Religion is often presented to children as safety, love, and peace, yet the stories they color and memorize are full of blood, martyrdom, and punishment. Riddled with religious guilt, I grew up with the fear of God nailed into me at a young age, with the belief that all youth are free of sin and the need to die young to preserve purity.
My works return to this childhood, recreating a classroom corner complete with bright bulletin-board decor, a word wall, and an activity table stocked with custom crayons and worksheets of religious figures. At first glance the space is playful and familiar; over time, the language and imagery reveal how devotion is taught through fear, surveillance, and “kid-friendly” versions of violence. I use classroom aesthetics with added blood and guts to mirror how religious ideas quietly structure a child’s sense of self long before they can name it. Viewers are invited to sit, color, and read, inhabiting the gap between what adults intend to teach and what children actually absorb.
“A bat only knows how to be a bat” from Thomas Nagel’s What Is It Like to Be a Bat? reflects my own experience: I only know how to be an artist from inside my body and history, and I cannot fathom what it is like to be anything else.
My world is built from childhood cancer, religion, and the feeling of drawing my way back to a time I never quite got to have of innocence. I don’t know the Lord the way believers say they do, but I know the pull I feel toward crucifixes, crayons, and “My First Bible” branding. Ever since a study abroad trip to Spain in 2025, I’ve been infatuated not with God, but with the structure of religion and what it does to children—work that led from drawings of crucifixion to pieces like a sliding puzzle version of Christ, translating violence into “kid-friendly” form.
I move between flat work and 3D, treating failure as draft rather than verdict. I’m drawn to thrift-store devotional objects, children’s religious kitsch, and the uncanny softness of sanitized violence. I’m pursuing an MFA to deepen this practice and to become an art professor, building classrooms that allow both structure and strange obsession, especially for students navigating disability, illness, or economic limits. In the end, I return again to the bat: an artist only knows how to be an artist from within their own life, and mine is shaped by hospital rooms, devotional imagery, and the act of making itself.
George Washington University, Corcoran School of the Arts & Design
MFA Contemporary Art Practices (In Progress)
Montclair State University
BA Visual Arts (2022–2026)
Minor: Entrepreneurship
GPA: 3.7
Made to Be Seen
Finley Gallery, Montclair State University, Montclair, NJ
Group Exhibition
World of Reflections (2025)
Center for Computing and Information Science, Montclair State University, Montclair, NJ
Group Exhibition
New Horizons (2025)
Finley Gallery, Montclair State University, Montclair, NJ
Group Exhibition
July Art Program Student Exhibition (2025)
Universidad Nebrija, Madrid, Spain
Group Exhibition
Dean’s Award - George Washington University (2026)
The Dean’s Award at GWU is a merit-based partial tuition scholarship awarded to competitive graduate applicants during the admissions process based on their academic excellence and holistic application strength.
Valerie Fund Scholarship (2022, 2024–2026)
Merit- and need-based scholarship recognizing academic achievement and resilience among pediatric cancer survivors.
Charlotte W. B. Combs / Newcombe Foundation Scholarship (2025)
Merit- and need-based degree-completion scholarship awarded through Montclair State University.
SOAR Study Abroad/Away Opportunity & Access Scholarship (2025)
Competitive merit-based scholarship supporting academic and cultural study abroad programs.
Tom Coughlin Jay Fund Scholarship (2025)
Highly competitive merit-based scholarship awarded to childhood cancer survivors for academic excellence and character.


Work to complete: Your answer must be the lines from the one containing "At what (x,y)" through the last line below, copied exactly, with no pictures.
[Material for this exercise Boundary: Start]
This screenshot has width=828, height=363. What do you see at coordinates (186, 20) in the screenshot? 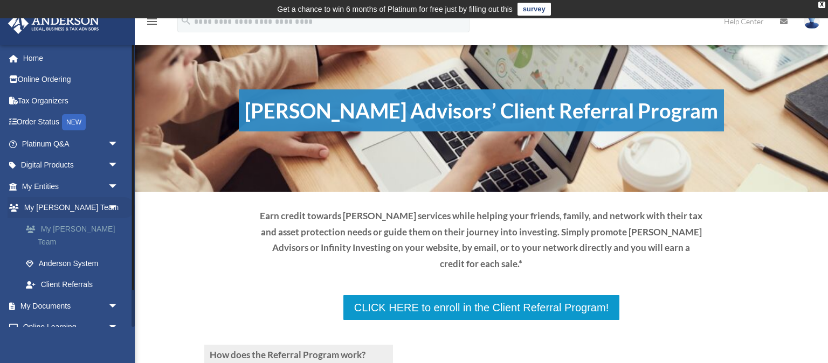
I see `i: search` at bounding box center [186, 20].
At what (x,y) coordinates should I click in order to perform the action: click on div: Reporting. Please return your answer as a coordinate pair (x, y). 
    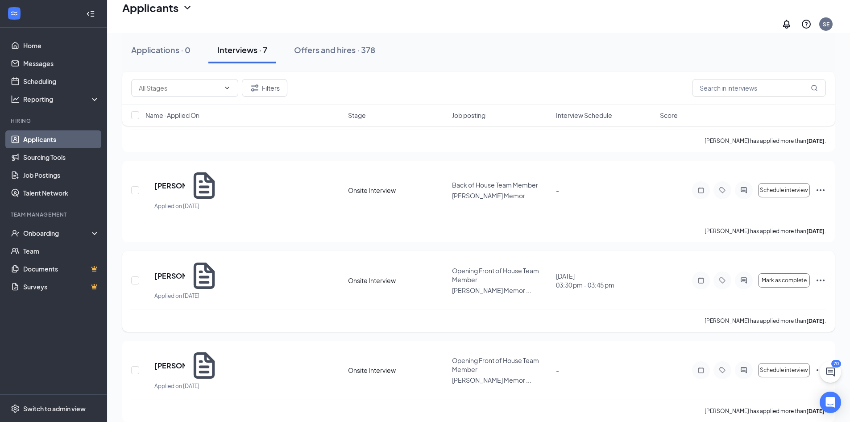
    Looking at the image, I should click on (62, 99).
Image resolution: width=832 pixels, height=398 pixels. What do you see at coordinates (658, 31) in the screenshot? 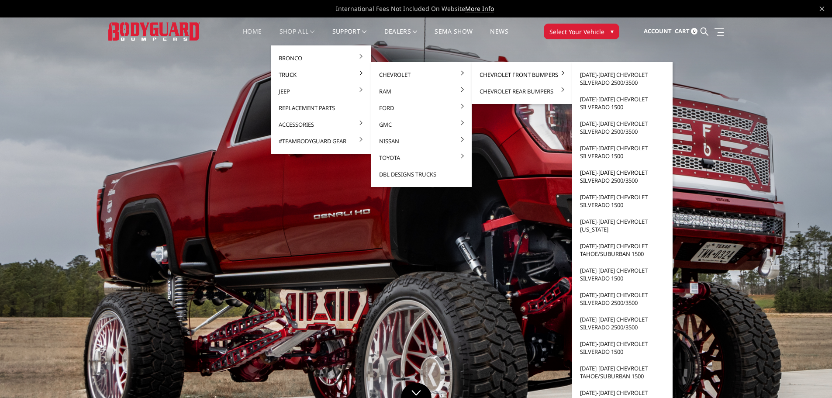
I see `span: Account` at bounding box center [658, 31].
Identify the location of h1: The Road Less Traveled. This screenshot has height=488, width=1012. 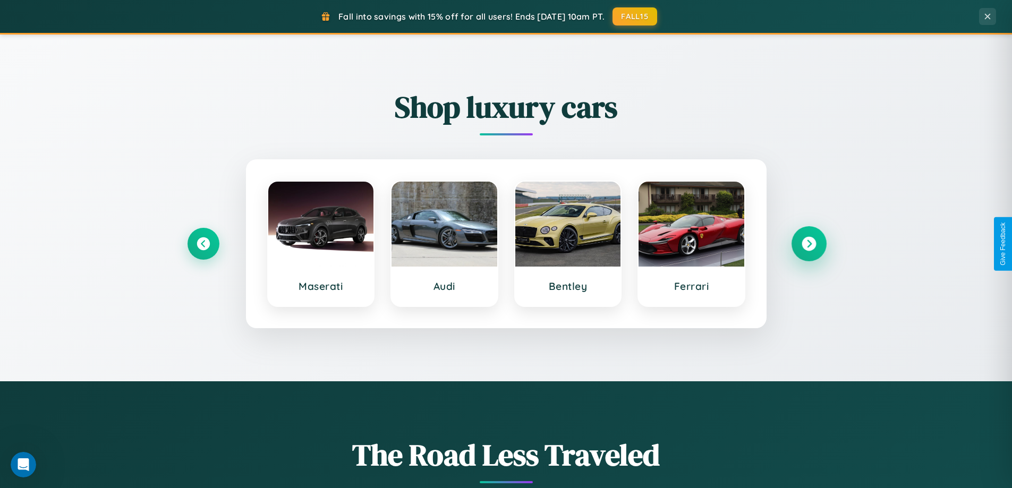
(506, 455).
[Material for this exercise Boundary: End]
Result for this exercise:
At what (x,y) coordinates should I click in order to perform the action: click on div: Reporting. Please return your answer as a coordinate pair (x, y). 
    Looking at the image, I should click on (62, 99).
Image resolution: width=832 pixels, height=398 pixels. What do you see at coordinates (658, 31) in the screenshot? 
I see `span: Account` at bounding box center [658, 31].
Identify the location of h1: The Road Less Traveled. This screenshot has height=488, width=1012. 
(506, 455).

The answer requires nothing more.